Kids from broken homes too sad to learn, teachers say

Teachers are warning that children from unstable family backgrounds are underachieving because they are too miserable to concentrate at school.

The Association of Teachers and Lecturers passed a resolution to press the Government to recognise the damage done to children’s prospects at school by family breakdown.

Secondary school teacher Phil Whalley told delegates that the problem was on the way to becoming an “expanding, perpetuating and toxic circle”.

Mr Whalley said that children coming to school angry and upset because of a chaotic home-life were often unable to learn. Cohabitation contributed to the problem, he said, with unmarried couples twice as likely to separate as their married counterparts.

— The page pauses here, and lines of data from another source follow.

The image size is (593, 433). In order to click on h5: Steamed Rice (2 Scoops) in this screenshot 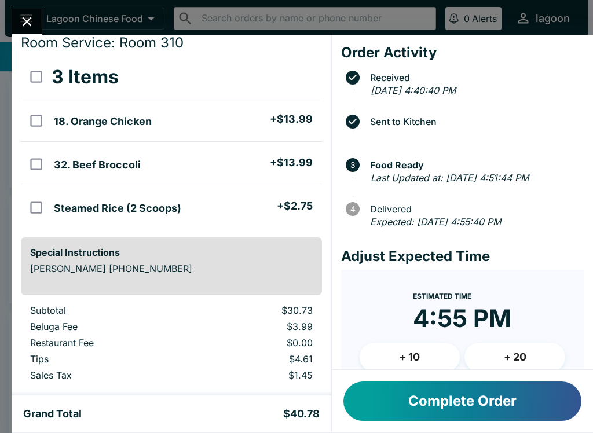, I will do `click(118, 209)`.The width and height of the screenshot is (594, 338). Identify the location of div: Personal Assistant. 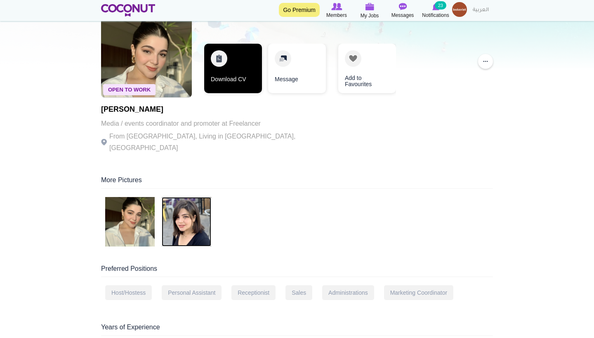
(191, 293).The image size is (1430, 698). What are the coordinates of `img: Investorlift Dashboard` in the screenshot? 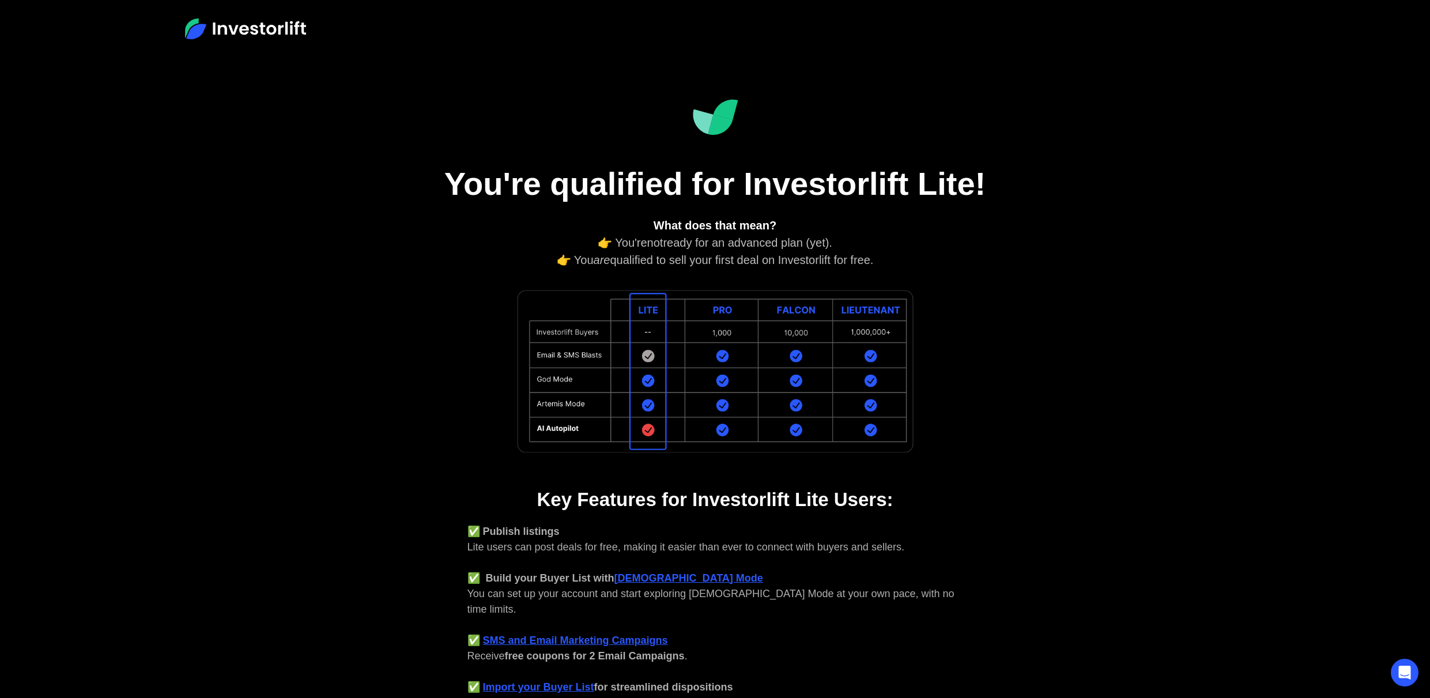 It's located at (715, 117).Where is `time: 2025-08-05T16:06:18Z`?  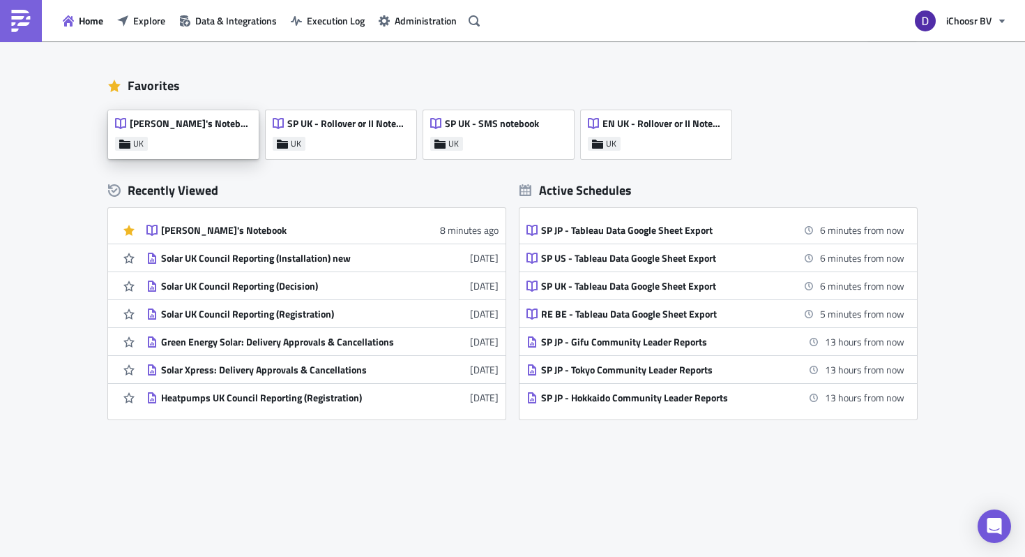 time: 2025-08-05T16:06:18Z is located at coordinates (484, 341).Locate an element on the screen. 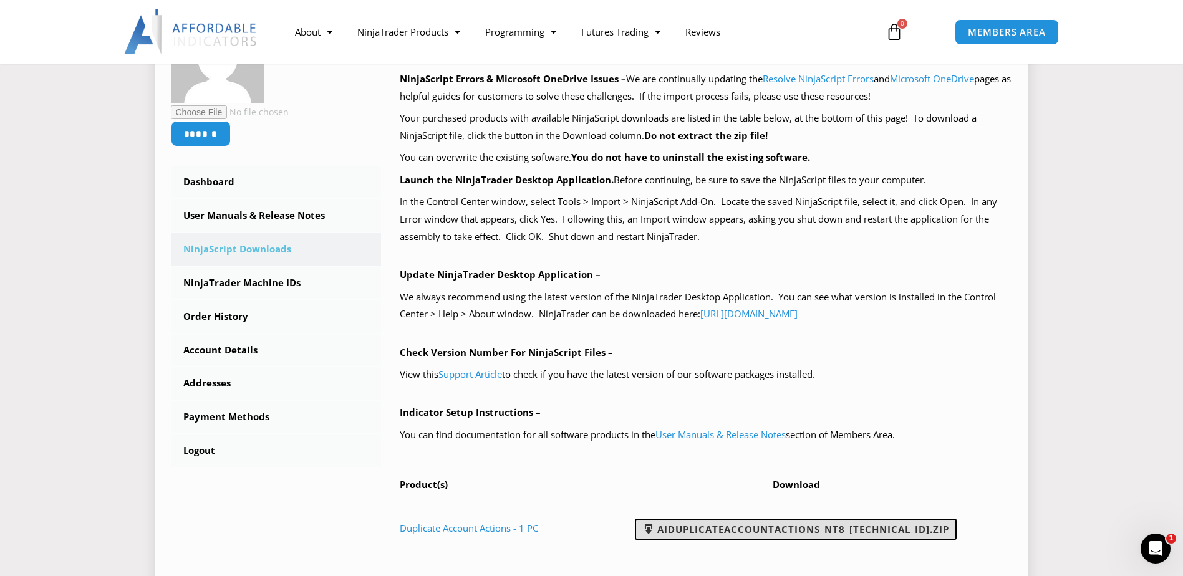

He said: “The educational outcomes for all the children in so-called blended families are worse than the achievements of children brought up in traditional nuclear families.”

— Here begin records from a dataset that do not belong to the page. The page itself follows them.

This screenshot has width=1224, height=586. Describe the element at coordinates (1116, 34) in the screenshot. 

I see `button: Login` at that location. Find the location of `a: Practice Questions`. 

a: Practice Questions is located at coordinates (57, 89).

He cautioned that if the trend continued, the damage to children’s educational attainment caused by family breakdown would soon outweigh the positive contribution of financial investment.

He added: “The great sadness is that the consequences of an unstable family background are felt long into adult life.

“Those who under-achieve in their education are more likely to go on and live dysfunctional lives and be unable to support a stable family life for their own children.

“In short, as a society we are in danger of creating an expanding, perpetuating and toxic circle.”